Kosaka: Excavating Japan’s buried baseball history with Masanori Murakami

From Kris Kosaka at the Japan Times on April 18, 2015, with mention of SABR member Rob Fitts:

Sometimes historical analysis can’t compete with a good personal story, as Robert K. Fitts — a baseball expert and former archaeologist — proves with his newest book, “Mashi: The Unfulfilled Baseball Dreams of Masanori Murakami, the First Japanese Major Leaguer.”

Masanori Murakami is the first baseball player from Japan to play for a Major League team in the U.S. — his story takes place 30 years before pitcher Hideo Nomo burst onto the Major League baseball scene in May, 1995.

After debuting in 1964, at 20-years-old, Murakami (aka “Mashi”) enjoyed a year of exciting success during a pennant race as the closing pitcher for the San Francisco Giants until obligations and a series of personal decisions sent him back to Japan forever. Fans can finally read his full story in Fitts’ book, but don’t expect a cross-cultural analysis of baseball. The reverberations of Mashi’s success may have cut connections between the Nippon Professional Baseball league and the Major Leagues in the U.S. for three decades, but that historical context is not as important to Fitts as Murakami’s personal narrative.

“I wanted to focus on the study of a person — one person’s choices,” he says. “So the broader context is not historical so much this time, but more about human choice, regret as we get older and repercussions that may be unexpected.”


◆ What is being asked ◆
Scan the entries below for lines holding "tasks". Give the number of such lines alone.
....
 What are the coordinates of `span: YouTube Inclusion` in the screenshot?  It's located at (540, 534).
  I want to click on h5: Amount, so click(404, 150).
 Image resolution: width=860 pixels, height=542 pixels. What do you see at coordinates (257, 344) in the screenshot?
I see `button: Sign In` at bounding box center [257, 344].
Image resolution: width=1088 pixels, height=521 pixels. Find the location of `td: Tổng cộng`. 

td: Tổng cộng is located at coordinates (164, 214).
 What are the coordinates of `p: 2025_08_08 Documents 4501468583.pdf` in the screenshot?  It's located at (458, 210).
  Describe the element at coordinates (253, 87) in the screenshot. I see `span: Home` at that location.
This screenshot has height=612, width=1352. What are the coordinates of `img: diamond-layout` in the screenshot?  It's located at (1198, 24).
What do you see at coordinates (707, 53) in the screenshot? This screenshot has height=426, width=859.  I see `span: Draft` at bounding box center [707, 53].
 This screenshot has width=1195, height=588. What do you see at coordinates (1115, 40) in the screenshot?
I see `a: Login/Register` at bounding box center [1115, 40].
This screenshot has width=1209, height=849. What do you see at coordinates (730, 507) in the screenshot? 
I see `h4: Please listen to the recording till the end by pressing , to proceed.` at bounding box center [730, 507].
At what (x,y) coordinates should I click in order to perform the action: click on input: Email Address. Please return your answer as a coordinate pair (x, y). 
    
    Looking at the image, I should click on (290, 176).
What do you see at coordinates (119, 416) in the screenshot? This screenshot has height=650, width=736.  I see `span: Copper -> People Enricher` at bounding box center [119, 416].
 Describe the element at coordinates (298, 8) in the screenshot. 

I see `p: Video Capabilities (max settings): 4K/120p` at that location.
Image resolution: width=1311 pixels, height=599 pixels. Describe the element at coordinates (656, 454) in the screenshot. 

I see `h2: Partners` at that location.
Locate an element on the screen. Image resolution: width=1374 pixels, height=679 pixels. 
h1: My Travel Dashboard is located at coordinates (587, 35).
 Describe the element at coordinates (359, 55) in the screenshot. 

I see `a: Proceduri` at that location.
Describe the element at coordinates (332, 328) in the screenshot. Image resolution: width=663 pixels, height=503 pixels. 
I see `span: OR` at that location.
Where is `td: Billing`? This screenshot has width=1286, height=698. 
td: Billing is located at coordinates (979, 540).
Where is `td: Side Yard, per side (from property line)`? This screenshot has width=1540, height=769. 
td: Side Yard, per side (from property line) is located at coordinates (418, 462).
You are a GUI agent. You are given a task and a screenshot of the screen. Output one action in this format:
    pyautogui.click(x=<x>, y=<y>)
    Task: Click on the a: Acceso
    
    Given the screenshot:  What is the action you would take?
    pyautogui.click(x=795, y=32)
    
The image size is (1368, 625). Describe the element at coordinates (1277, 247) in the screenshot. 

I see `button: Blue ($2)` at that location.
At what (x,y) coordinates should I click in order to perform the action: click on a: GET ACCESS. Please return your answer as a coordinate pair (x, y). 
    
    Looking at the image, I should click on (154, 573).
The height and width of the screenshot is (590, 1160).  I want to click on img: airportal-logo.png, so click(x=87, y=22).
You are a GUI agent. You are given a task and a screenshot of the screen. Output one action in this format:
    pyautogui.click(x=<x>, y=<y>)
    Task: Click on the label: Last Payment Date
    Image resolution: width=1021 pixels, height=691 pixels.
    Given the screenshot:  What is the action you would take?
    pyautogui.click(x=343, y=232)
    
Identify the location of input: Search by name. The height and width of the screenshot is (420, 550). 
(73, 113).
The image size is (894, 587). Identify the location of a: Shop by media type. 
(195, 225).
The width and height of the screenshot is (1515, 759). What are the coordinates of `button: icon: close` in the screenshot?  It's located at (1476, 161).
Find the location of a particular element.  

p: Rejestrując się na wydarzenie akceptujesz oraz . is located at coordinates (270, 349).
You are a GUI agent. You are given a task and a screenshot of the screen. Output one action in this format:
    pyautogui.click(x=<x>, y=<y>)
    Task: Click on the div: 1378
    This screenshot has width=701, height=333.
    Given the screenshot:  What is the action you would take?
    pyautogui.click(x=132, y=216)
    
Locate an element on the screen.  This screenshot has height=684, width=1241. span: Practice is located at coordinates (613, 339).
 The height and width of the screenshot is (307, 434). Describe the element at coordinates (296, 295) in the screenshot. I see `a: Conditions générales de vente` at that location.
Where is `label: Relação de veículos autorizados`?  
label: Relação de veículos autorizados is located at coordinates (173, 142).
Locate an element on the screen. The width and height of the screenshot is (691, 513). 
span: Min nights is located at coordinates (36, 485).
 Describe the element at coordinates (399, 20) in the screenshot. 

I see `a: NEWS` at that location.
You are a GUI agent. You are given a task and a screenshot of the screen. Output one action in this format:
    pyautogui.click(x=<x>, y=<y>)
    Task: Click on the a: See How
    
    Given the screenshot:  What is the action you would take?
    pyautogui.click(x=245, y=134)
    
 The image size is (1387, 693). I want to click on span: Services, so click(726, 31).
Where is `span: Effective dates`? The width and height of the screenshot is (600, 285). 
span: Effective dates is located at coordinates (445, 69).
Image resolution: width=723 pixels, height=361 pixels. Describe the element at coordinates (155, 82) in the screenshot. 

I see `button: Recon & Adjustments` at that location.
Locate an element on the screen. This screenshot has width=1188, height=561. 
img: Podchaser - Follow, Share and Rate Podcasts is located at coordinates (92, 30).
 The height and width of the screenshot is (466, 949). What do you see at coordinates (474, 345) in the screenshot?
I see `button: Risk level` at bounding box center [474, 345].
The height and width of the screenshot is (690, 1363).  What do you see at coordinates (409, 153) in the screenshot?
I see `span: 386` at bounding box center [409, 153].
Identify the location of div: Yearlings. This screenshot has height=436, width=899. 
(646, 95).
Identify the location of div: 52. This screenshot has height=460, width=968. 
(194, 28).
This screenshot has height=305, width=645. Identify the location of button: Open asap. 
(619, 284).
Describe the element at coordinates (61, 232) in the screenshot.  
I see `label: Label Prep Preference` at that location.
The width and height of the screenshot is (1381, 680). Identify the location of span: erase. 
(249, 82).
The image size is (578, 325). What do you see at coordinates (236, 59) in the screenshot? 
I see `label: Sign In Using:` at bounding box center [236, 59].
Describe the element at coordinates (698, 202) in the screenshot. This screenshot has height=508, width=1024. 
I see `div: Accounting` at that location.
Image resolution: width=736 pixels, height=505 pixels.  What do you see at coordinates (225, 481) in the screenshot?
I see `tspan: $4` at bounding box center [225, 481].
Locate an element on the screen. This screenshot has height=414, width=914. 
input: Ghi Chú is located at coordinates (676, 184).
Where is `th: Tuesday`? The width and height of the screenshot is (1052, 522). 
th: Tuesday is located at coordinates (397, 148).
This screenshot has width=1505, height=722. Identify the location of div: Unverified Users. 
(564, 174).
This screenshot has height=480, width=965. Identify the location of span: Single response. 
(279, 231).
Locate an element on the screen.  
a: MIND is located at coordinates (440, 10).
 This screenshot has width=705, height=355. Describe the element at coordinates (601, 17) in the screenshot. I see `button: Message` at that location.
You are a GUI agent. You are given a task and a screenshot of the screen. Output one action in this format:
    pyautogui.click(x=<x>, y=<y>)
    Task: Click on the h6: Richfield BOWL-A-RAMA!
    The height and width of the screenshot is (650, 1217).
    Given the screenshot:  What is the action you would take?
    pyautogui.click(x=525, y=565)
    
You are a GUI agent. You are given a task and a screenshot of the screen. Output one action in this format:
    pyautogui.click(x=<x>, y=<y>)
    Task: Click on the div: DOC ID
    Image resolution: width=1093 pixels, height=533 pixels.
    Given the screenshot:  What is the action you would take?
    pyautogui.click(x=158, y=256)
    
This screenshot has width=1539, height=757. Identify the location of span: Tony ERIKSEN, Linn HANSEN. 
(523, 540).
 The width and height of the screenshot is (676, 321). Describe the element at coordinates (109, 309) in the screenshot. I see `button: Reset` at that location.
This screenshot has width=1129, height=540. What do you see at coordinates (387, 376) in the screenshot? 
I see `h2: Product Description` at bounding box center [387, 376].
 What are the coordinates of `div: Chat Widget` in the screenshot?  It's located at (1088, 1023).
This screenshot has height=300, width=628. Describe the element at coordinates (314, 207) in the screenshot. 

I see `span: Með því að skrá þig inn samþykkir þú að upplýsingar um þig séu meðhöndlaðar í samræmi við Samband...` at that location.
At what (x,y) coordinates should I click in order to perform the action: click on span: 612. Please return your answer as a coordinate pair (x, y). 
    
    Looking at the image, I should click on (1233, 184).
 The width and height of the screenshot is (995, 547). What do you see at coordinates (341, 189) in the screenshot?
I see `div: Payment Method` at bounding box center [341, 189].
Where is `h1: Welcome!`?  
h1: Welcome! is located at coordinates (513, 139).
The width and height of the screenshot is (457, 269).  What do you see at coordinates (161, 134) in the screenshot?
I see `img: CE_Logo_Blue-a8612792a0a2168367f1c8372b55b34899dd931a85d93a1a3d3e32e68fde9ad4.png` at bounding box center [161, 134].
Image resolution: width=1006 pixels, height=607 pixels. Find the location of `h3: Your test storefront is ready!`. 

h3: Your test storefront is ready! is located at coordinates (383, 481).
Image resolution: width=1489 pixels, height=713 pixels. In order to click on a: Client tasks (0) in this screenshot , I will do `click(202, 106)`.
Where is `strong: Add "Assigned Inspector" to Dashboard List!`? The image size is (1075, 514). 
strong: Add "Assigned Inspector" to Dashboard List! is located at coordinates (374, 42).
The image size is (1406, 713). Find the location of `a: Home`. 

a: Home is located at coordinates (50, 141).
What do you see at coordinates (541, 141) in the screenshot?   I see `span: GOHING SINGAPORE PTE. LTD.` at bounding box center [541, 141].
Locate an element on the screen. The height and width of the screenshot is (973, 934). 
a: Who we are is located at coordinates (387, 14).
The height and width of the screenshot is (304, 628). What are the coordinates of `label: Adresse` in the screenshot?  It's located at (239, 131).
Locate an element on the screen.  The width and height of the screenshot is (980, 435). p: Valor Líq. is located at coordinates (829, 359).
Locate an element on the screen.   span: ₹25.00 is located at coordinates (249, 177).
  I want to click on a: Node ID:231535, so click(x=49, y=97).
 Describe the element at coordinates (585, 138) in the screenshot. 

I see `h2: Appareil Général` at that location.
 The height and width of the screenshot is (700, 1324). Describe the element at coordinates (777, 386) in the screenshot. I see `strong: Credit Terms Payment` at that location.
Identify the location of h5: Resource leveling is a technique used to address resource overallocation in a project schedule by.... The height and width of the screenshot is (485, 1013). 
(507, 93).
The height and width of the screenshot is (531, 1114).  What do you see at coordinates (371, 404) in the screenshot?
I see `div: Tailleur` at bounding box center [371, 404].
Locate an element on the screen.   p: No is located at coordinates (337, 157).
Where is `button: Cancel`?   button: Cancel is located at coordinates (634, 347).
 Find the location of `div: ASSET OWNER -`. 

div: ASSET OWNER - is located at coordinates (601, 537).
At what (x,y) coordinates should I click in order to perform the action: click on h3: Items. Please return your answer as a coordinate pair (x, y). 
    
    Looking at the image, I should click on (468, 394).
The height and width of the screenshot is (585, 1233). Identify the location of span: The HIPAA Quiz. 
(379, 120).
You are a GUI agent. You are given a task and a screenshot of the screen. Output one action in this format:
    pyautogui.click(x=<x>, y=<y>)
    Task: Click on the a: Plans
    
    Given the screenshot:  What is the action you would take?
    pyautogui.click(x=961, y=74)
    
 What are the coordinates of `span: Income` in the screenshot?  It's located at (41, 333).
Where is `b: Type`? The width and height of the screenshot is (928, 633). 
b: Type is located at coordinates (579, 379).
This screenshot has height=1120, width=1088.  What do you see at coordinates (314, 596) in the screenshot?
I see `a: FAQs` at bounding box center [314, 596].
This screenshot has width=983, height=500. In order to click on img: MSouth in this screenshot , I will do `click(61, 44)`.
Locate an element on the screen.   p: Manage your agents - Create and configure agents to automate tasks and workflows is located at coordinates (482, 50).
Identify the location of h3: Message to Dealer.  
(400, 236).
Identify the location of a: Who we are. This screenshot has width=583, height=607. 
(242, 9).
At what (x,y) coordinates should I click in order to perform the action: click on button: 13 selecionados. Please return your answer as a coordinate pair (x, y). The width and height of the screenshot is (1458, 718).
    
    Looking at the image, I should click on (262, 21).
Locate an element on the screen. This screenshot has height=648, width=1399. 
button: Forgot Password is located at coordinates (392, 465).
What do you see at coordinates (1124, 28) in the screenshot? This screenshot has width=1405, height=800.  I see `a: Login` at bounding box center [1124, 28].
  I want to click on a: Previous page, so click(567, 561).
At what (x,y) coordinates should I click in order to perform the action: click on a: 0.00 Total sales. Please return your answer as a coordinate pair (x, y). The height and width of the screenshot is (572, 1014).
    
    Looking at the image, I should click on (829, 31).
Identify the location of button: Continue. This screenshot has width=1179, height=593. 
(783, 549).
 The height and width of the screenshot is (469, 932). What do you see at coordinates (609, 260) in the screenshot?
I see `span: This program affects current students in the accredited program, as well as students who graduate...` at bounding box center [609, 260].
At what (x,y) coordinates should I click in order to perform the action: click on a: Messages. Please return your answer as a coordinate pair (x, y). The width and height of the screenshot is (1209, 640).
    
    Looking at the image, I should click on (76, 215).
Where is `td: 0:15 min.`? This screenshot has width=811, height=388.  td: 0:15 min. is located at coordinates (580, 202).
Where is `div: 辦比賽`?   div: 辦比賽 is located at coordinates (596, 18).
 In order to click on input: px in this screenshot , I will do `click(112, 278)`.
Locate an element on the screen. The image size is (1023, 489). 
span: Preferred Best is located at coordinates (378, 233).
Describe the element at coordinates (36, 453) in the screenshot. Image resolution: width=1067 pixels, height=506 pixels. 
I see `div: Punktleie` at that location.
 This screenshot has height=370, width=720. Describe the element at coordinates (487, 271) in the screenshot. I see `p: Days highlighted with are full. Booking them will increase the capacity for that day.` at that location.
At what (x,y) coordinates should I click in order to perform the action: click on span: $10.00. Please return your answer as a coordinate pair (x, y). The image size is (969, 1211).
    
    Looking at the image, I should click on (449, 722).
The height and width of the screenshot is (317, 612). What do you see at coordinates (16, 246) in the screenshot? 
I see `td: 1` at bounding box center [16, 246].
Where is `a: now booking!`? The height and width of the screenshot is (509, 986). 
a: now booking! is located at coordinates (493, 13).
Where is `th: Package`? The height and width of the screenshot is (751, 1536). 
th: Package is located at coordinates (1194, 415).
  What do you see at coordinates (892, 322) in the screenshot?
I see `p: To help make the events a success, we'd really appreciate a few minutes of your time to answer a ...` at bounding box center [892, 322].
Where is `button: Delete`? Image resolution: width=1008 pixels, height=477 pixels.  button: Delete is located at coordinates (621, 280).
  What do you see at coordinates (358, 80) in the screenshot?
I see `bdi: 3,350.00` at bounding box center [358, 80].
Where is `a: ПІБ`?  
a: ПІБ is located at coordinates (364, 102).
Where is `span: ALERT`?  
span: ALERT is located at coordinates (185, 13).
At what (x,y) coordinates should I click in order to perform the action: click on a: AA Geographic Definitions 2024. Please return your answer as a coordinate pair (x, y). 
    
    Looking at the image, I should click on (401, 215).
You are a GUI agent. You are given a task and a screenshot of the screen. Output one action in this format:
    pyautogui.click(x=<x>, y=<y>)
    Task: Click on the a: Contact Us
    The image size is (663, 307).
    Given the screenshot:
....
◆ Solution below ◆
2